But I also wanted to murder that pedophile fuck.
I didn’t know where this overwhelming desire for justice came from. It must’ve been the same impulse that made me step in every time I heard Uncle Bernard about to beat up Robyn. It had been the reason I’d done it back when I’d been small and had taken the full force of his wrath instead of letting Robyn get hit. These days it was easier to get involved, but back then it had taken a lot of balls.
Back then, I’d had a lot of bruises. I’d had to get good at hiding.
Dr. Silver deserved whatever he got. The piece of garbage had the gall to present himself in public as some fine, upstanding citizen and protector of children and the vulnerable and some shit, while simultaneously ruining lives with his sick, twisted sexual needs.
I could almost understand why her parents hadn’t believed her. It’d be hard to fathom that a guy like Dr. Silver would do something so brutally horrible, especially to your own child—and yet there was no part of me that questioned Cora’s story.
Maybe I should’ve pressed her. She wanted me to murder the guy, after all, and the least I could do was make sure he was guilty.
I had no interest in playing that game.
Cora had said he’d done it, so he’d done it. People didn’t lie about that sort of thing, especially not when the stakes were so unfathomably high.
Dr. Silver had to die. There was no question in my mind.
He was too well-positioned to keep doing this shit over and over and over.
The only question was how I’d pull it off.
6
Cora
Buying a burner phone was surprisingly easy. My parents didn’t even ask why I left the house on my bike at seven and came back an hour later half frozen from riding in the cold.
I got the phone set up then signed up for a VPN on my laptop.
Jarrod was right. I hated to admit it, but I’d been doing all this stuff out in the open for the past few years. I cringed thinking what kind of footprint I’d left. When we finally ended Dr. Silver, I only hoped that the detectives assigned to his case didn’t come searching for me, because I was sure they’d find something incriminating.
But at least I could try to do better now.
The next day I met Jarrod outside of his history class before it started and shoved a piece of paper with my burner number on it. He barely glanced at me twice, but put the scrawled note in his pocket as he brushed past.
My stomach did flips as I sat in the library, leg bouncing, waiting for him to message.
I was really doing this.
I was going to help Jarrod murder a man. Dr. Silver would finally pay for what he did to me and my brother all those years ago, and no matter what happened afterward, at least I could live the rest of my life knowing I did the right thing.
That I saved countless victims from his slimy fingers.
I shivered and stared out the window of the library, and didn’t notice a figure sit down across from me. I looked over and nearly screamed.
Calvin Solar stared at me with an uncanny intensity.
Of the Four Horsemen (another version: The Four Horsecocks), he was the strangest. Not that it impacted his popularity at all; in fact, if anything, his mysterious, stand-offish nature made women want him even more and men feel like they had to prove themselves around him, as if he were judging them silently.
I didn’t know what to make of him, and definitely didn’t know what the hell to think of him sitting across from me in the library, staring at me silently.
“Uhh, hey, Calvin.”
He tilted his head and frowned like he was an alien and didn’t know how to communicate with a silly primitive human yet.
“Can I, uh, help you with something?”
I’d never spoken to Calvin before in my life and his presence did not make me feel any better about murdering someone.
“What’s your deal, Cora?”
His voice was deep and soft. I blinked a couple times, trying to process his words. “What’s my deal?”
“Your deal. Your thing. What’s your truth?”
I laughed nervously. “I can’t tell if this is some weird New Agey thing or a prank.”
“You came to Addler’s house the other night and talked with Jarrod. What do you want with him?”
I went very still.
I hadn’t realized anyone noticed. But of course they did. When one of the Horsemen walked past, all eyes inevitably turned toward him, and some of those eyes must’ve noticed me floundering along in his wake.
How Calvin knew about it, I had no clue.
“Tutoring,” I said lamely. “Remember?”
He snorted. “Nobody comes to Addler’s place to talk about tutoring.”
“I do. I’m a goody two-shoes. That’s what everyone says, anyway.”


### Exercise requirements
What lines in the listing include "dashed"? Return a copy of each.
-------- Stored data --------
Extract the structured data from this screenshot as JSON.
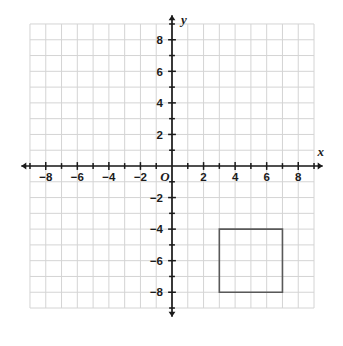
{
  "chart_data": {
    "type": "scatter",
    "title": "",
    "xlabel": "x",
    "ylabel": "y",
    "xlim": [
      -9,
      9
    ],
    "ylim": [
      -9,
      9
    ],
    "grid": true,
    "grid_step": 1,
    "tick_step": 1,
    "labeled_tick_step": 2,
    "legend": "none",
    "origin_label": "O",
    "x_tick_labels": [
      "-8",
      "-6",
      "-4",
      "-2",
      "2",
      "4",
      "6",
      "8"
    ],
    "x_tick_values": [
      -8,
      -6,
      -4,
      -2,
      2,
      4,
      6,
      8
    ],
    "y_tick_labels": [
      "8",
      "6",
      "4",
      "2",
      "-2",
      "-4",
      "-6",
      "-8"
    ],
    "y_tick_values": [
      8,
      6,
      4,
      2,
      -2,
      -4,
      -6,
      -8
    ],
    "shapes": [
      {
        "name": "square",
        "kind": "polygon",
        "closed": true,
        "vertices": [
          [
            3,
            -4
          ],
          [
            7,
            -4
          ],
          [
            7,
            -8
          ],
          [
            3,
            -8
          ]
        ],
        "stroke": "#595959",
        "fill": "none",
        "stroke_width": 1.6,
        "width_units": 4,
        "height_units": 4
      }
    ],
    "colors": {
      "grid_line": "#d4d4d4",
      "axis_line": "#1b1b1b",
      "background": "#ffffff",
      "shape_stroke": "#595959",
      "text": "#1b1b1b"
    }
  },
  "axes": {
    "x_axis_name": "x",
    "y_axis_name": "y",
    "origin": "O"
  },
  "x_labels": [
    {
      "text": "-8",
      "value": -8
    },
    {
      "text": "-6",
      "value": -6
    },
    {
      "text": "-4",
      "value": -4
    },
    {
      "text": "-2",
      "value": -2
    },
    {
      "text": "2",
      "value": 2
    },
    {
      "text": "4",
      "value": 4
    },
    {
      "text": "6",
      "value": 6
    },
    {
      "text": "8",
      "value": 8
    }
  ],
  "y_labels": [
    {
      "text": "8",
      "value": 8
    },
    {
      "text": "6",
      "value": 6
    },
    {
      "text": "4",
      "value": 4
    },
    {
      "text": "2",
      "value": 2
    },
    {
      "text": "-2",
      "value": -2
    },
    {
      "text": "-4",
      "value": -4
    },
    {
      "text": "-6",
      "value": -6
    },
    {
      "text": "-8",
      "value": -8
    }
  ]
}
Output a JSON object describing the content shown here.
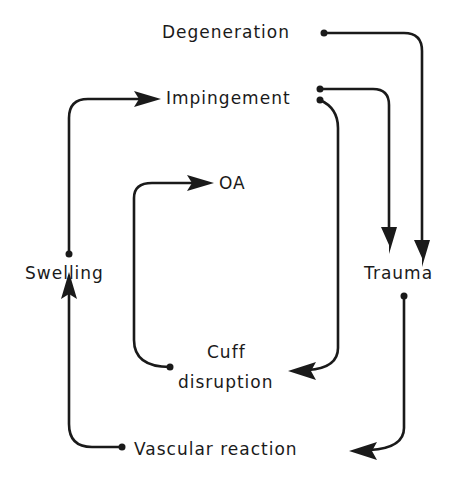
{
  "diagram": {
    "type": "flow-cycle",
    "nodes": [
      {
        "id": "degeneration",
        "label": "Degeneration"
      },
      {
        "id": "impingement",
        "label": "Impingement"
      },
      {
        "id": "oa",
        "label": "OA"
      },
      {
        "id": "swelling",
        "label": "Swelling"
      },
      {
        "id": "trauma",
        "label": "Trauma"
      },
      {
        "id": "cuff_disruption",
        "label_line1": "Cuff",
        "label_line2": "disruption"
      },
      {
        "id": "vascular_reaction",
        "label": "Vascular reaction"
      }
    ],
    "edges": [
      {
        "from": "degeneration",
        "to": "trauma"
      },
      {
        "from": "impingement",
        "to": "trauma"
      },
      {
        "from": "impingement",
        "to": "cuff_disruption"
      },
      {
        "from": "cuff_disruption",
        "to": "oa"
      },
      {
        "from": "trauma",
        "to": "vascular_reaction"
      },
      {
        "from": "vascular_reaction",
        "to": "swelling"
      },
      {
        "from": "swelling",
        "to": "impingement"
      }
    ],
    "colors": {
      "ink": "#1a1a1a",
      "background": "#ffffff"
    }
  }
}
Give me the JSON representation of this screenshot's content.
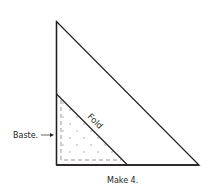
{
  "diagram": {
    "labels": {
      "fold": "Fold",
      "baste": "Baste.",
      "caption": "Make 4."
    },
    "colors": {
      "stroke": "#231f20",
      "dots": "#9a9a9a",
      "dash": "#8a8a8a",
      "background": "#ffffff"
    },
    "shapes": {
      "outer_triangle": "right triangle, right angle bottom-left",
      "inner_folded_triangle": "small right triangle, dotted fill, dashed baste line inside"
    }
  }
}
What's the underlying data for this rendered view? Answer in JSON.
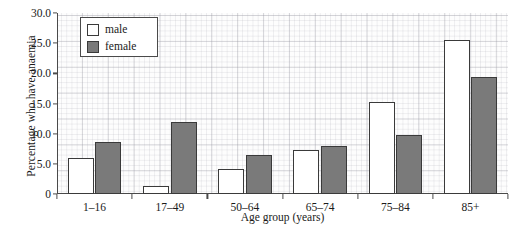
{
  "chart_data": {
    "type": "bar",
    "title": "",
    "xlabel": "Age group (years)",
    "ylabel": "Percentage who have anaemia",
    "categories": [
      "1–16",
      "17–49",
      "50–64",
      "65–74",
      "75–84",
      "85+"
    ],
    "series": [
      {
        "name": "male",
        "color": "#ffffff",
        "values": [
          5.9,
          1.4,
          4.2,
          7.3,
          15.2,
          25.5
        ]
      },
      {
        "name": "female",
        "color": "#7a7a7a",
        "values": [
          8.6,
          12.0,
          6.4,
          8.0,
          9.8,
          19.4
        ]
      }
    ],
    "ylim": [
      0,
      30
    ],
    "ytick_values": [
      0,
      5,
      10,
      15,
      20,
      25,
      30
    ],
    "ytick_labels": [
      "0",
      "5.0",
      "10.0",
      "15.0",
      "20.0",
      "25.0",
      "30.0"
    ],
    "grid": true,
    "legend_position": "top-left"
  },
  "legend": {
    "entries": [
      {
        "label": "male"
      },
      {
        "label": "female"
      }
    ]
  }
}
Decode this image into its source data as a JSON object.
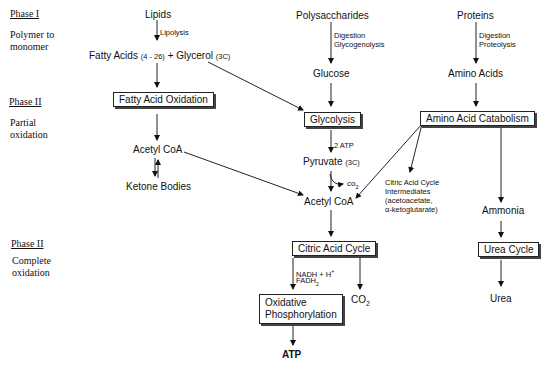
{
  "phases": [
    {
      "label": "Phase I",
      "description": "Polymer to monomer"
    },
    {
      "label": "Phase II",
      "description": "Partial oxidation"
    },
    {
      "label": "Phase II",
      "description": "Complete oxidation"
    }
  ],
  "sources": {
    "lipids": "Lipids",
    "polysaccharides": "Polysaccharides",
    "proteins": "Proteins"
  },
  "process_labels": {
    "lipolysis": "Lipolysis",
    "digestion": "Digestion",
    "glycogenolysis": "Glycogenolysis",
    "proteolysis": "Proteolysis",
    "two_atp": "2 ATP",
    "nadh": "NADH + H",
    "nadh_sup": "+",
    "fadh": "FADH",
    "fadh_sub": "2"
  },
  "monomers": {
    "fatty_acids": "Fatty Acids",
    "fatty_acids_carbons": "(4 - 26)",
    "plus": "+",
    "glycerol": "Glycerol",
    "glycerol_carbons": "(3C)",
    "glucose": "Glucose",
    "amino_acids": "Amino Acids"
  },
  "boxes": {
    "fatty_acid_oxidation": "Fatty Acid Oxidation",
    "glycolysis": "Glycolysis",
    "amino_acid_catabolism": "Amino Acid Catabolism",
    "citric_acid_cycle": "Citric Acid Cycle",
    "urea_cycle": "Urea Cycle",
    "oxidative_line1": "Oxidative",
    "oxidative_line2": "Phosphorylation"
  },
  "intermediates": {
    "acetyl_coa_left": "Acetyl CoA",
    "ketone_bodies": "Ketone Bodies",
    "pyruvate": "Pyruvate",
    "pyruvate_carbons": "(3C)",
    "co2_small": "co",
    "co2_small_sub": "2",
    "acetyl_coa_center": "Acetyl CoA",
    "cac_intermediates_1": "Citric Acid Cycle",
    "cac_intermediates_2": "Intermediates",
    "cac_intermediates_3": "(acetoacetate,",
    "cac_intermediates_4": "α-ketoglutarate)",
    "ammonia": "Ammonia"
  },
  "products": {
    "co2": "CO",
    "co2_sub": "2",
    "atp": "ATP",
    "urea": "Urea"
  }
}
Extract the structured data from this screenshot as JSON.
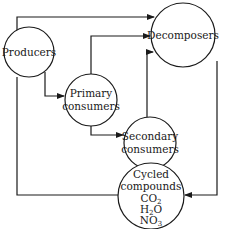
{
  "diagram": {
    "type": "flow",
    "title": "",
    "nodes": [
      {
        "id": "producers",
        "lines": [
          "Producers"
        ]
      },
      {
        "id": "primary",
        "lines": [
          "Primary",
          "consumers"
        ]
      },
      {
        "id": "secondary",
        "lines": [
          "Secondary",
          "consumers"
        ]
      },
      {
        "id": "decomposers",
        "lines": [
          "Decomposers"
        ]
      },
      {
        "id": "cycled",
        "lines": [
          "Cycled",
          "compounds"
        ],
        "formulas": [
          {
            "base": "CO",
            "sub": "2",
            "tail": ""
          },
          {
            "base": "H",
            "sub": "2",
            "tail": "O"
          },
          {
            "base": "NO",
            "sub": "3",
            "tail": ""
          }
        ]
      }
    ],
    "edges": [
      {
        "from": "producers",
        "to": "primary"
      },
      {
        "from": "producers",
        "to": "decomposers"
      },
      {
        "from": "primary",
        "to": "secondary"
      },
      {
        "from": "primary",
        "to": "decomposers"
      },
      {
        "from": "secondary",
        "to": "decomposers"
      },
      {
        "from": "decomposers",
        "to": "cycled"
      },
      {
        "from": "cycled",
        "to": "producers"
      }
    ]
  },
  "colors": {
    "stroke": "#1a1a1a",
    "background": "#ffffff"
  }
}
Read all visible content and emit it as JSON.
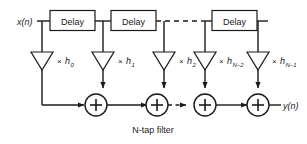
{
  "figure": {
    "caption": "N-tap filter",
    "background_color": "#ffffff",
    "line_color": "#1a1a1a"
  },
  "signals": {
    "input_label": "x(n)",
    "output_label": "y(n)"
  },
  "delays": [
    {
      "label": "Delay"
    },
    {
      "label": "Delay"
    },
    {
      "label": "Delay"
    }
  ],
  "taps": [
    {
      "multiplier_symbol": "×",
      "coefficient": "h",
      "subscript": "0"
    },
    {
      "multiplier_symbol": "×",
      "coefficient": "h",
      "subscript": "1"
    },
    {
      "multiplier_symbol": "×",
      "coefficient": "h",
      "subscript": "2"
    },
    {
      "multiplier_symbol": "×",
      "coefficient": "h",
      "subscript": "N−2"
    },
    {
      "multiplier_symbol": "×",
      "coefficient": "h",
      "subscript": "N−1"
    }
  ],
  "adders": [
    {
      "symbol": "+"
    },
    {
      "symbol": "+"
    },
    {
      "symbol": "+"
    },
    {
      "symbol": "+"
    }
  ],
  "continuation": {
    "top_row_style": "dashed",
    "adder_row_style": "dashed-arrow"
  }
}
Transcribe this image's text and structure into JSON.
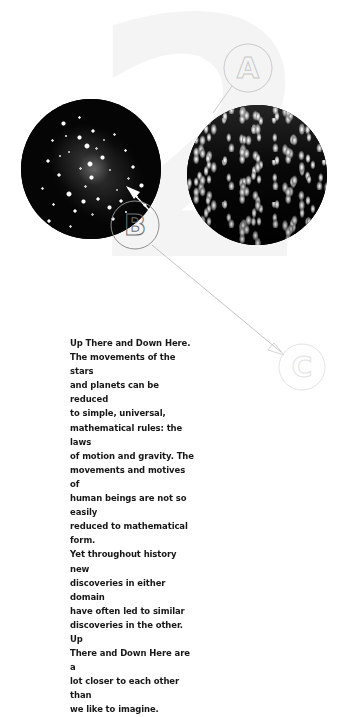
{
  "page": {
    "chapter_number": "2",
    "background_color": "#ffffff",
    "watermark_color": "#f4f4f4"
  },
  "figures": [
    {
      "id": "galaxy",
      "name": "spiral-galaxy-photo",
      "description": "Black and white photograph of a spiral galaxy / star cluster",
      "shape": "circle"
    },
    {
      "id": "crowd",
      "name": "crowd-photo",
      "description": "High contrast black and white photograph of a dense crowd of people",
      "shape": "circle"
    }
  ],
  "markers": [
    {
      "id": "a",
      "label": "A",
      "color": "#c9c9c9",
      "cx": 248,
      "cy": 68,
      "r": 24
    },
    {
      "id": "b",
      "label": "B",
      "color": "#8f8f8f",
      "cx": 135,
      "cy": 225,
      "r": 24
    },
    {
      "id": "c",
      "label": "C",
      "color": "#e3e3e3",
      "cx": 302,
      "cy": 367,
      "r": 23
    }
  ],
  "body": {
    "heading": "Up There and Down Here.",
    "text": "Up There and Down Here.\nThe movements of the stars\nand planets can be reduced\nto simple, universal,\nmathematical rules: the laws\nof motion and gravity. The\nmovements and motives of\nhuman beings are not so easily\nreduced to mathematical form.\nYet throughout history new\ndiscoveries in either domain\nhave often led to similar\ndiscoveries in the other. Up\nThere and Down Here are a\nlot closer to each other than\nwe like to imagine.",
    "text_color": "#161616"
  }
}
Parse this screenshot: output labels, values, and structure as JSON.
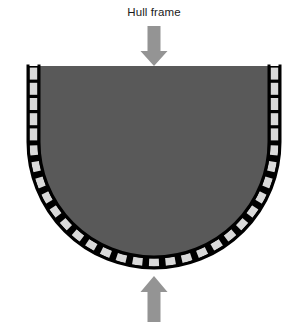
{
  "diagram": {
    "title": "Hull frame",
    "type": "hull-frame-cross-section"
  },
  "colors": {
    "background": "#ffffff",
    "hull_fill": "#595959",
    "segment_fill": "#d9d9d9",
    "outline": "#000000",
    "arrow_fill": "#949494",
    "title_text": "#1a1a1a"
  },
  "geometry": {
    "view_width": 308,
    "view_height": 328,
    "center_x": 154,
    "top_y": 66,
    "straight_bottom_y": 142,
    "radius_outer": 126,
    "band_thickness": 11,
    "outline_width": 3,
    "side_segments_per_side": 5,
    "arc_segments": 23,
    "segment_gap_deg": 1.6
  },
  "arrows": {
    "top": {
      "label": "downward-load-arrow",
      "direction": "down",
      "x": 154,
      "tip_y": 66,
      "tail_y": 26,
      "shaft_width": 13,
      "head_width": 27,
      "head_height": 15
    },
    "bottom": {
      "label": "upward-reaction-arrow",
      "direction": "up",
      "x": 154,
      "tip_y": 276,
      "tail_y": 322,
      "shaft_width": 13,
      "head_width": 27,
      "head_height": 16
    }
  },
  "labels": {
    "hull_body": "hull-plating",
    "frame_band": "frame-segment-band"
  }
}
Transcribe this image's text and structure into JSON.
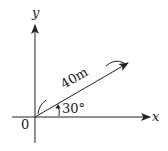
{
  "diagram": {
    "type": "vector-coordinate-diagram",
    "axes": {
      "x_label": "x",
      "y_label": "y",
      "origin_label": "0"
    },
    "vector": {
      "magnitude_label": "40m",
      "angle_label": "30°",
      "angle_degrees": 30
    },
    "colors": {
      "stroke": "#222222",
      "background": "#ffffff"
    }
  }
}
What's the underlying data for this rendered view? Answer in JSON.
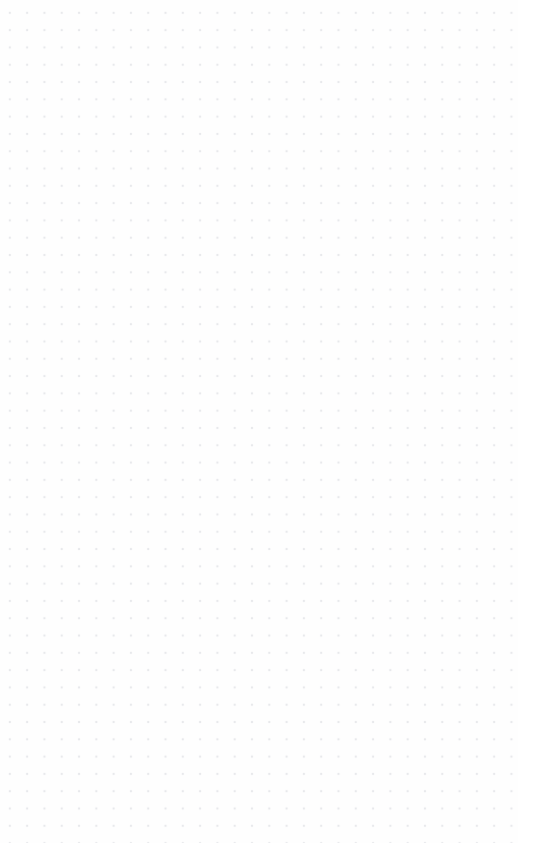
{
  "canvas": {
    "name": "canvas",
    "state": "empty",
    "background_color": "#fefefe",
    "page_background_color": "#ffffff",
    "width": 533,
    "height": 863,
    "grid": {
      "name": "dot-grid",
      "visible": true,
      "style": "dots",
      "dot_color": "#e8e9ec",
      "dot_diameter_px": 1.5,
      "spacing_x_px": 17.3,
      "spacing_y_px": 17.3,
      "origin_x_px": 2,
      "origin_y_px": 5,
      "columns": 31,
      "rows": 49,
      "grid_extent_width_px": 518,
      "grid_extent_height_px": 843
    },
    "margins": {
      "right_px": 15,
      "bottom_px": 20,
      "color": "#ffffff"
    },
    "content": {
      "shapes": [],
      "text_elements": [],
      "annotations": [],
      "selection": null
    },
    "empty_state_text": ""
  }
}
--------
### Result of this exercise
      "inner_folded_triangle": "small right triangle, dotted fill, dashed baste line inside"
    "top_row_style": "dashed",
    "adder_row_style": "dashed-arrow"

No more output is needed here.